WHAT YOU HAVE TO DO:
Please print every record below exactly as written, leaving out the pictures.

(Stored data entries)
+++++

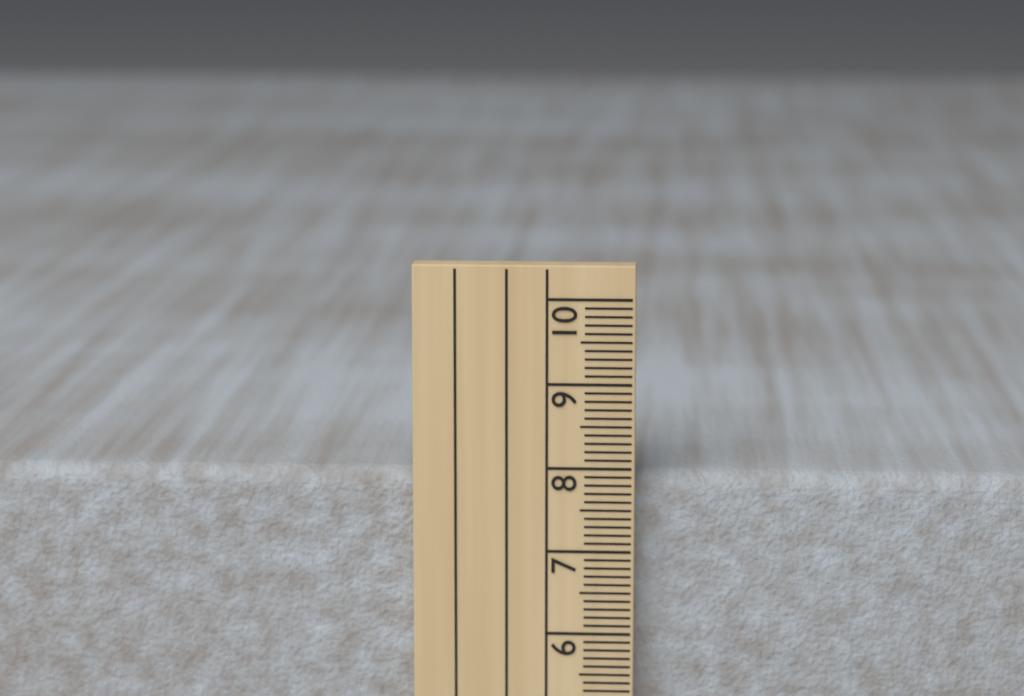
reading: 7.9 cm
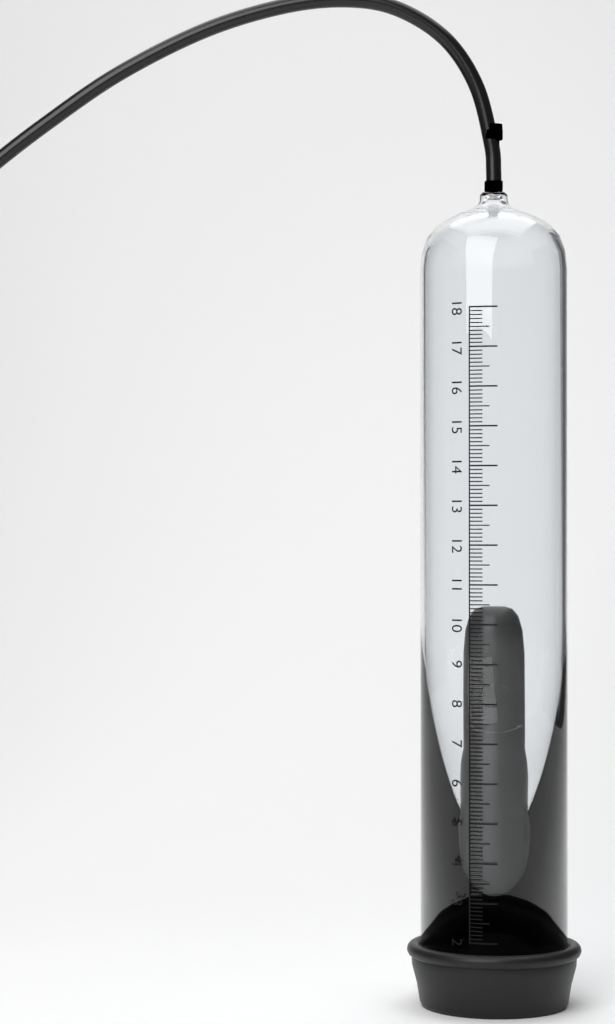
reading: 10.4 (no unit)
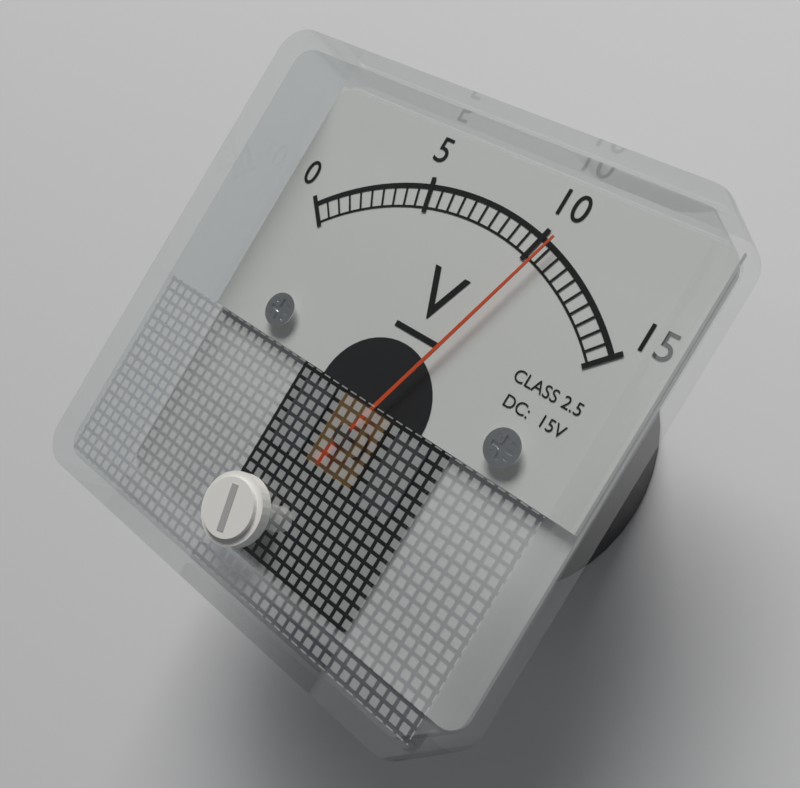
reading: 10.5 V
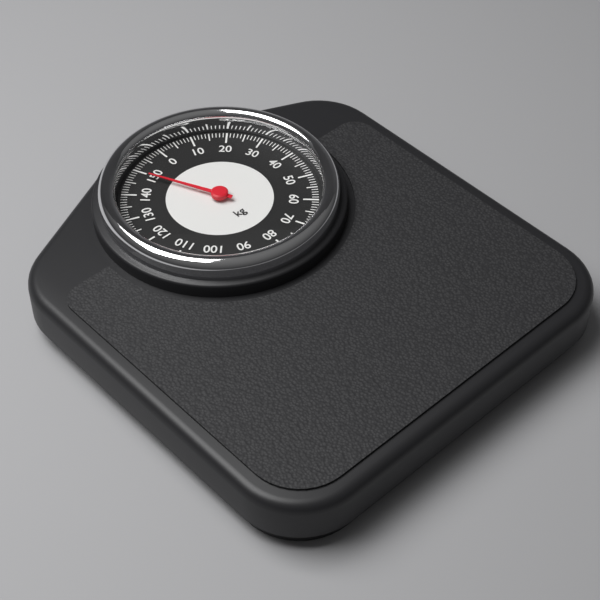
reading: 149 kg
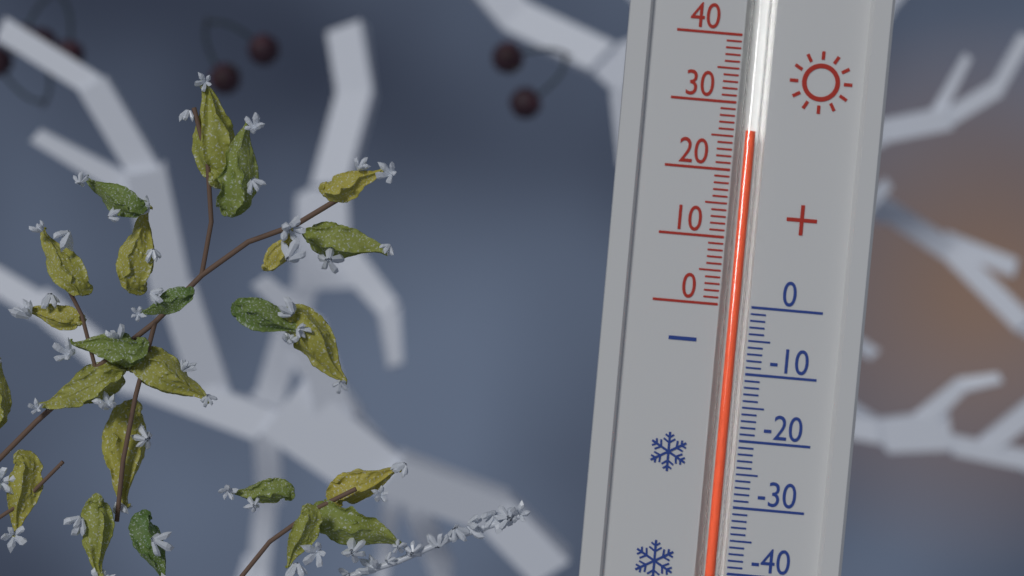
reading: 26 (no unit)
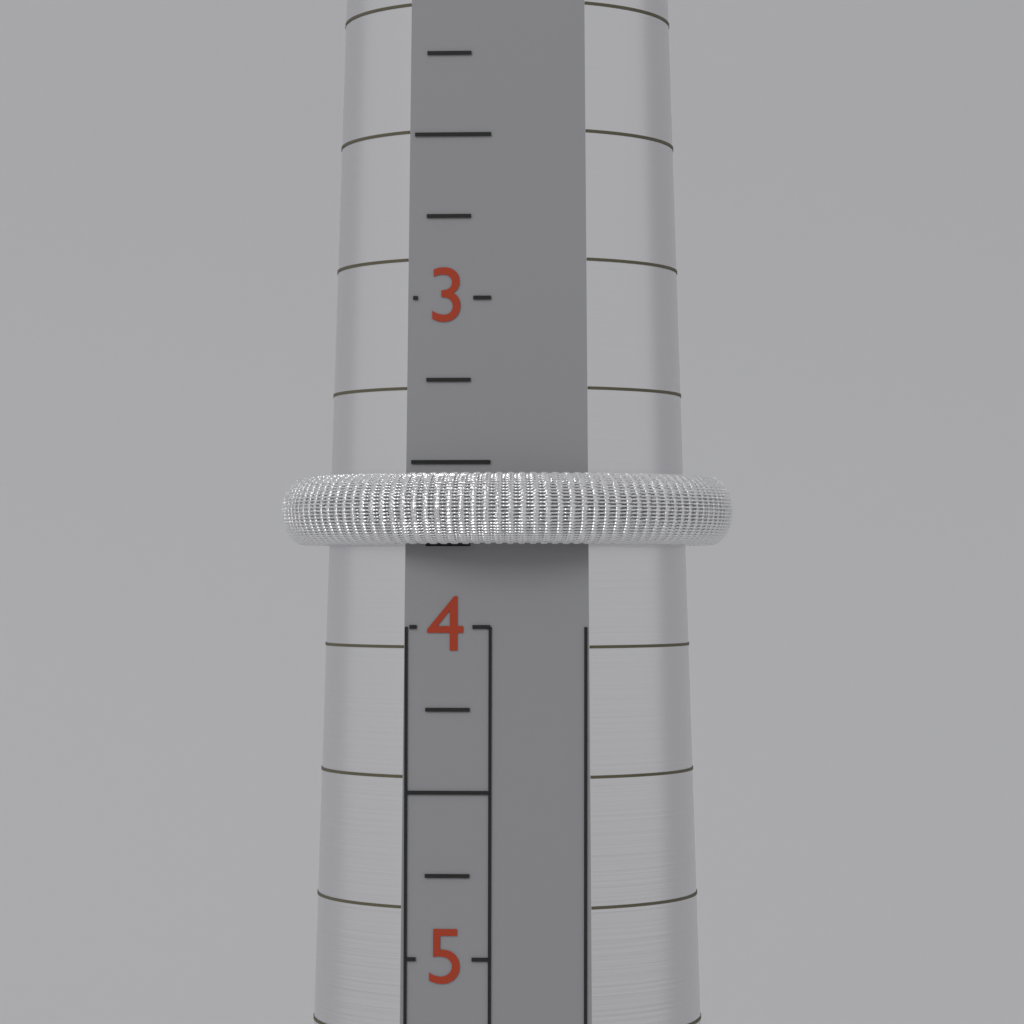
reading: 3.75 (no unit)
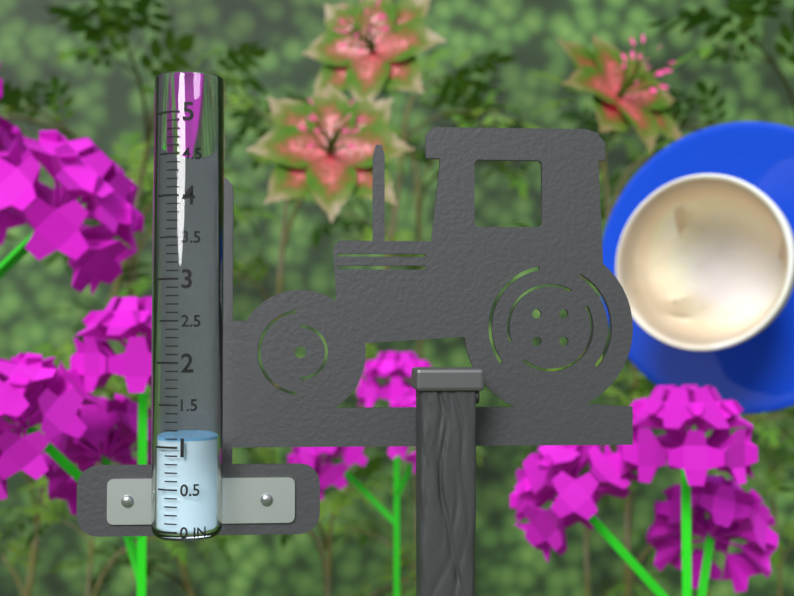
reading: 1.1 in
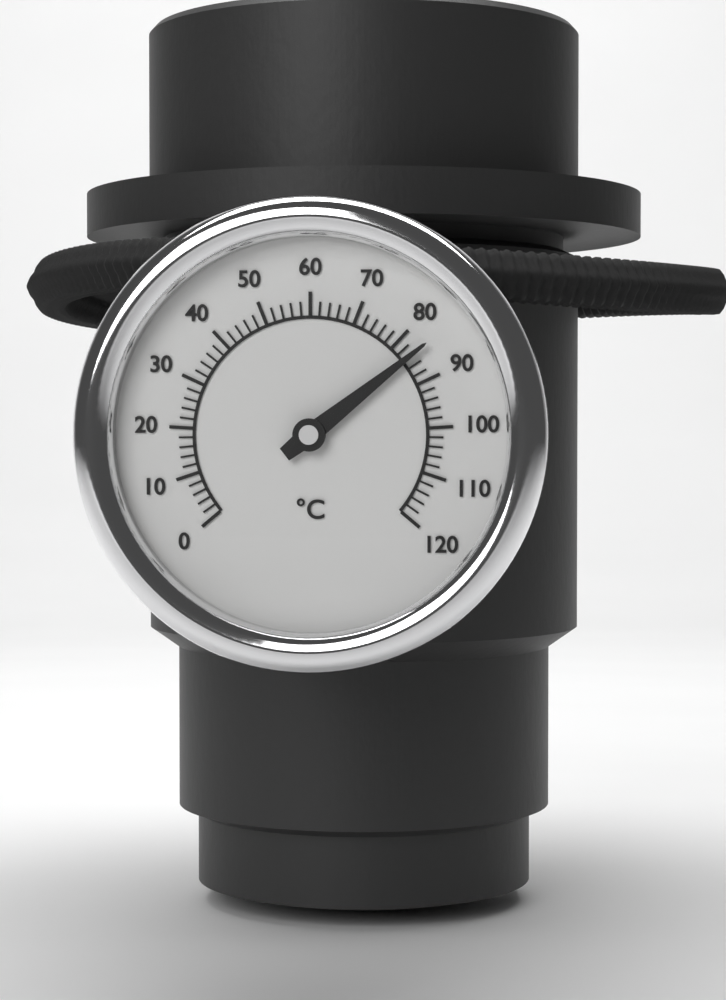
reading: 84 °C
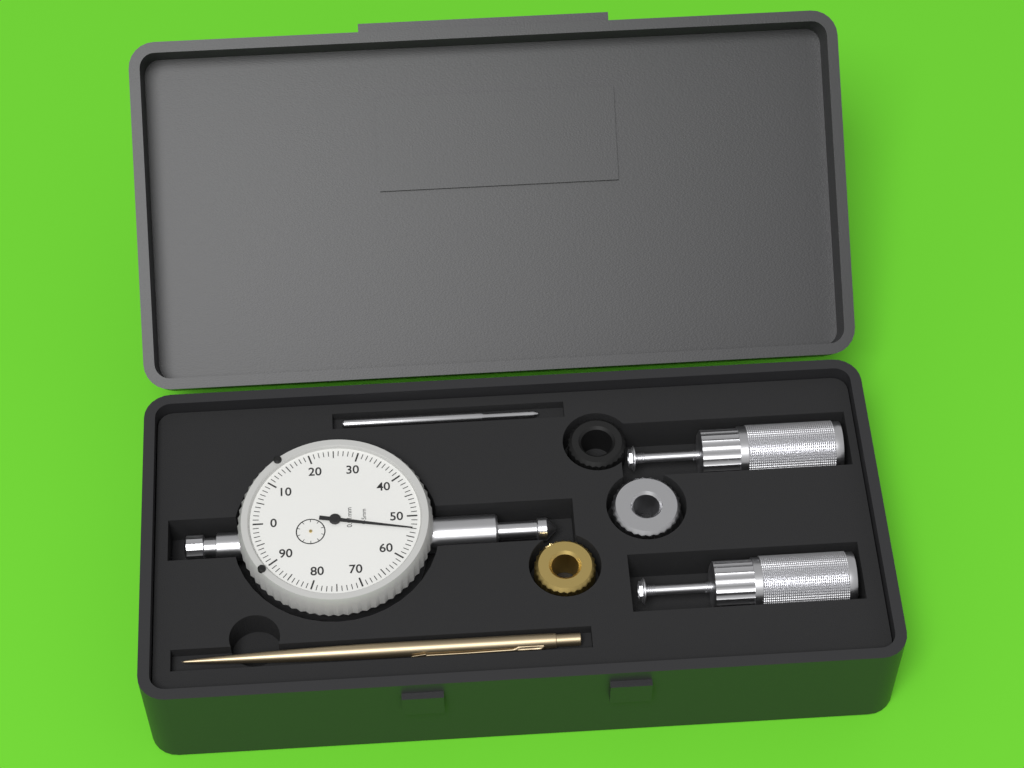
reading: 0.53 mm
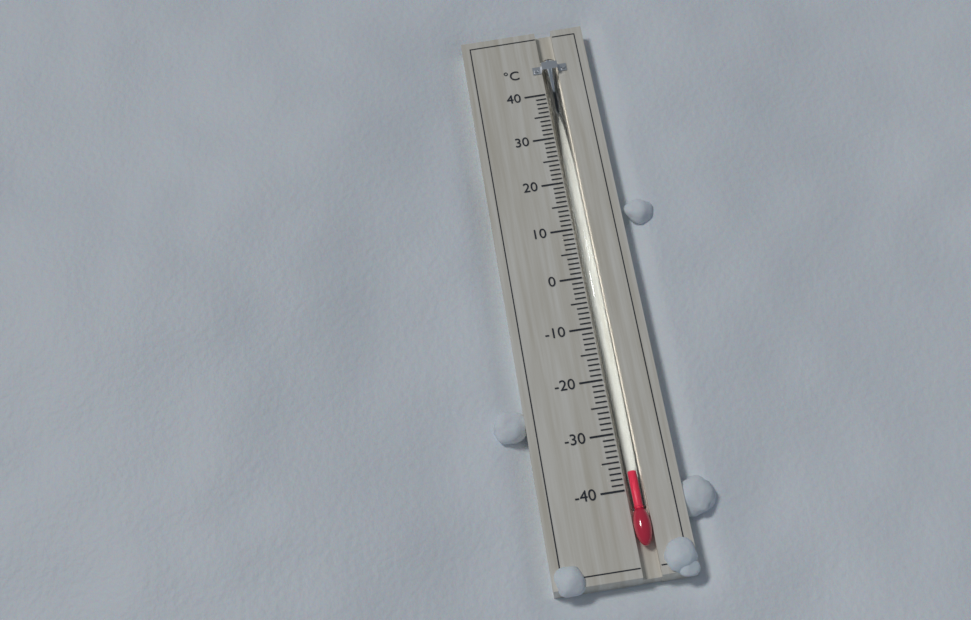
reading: -37 °C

+++++

WRITTEN SOLUTION:
reading: 7.9 cm
reading: 10.4 (no unit)
reading: 10.5 V
reading: 149 kg
reading: 26 (no unit)
reading: 3.75 (no unit)
reading: 1.1 in
reading: 84 °C
reading: 0.53 mm
reading: -37 °C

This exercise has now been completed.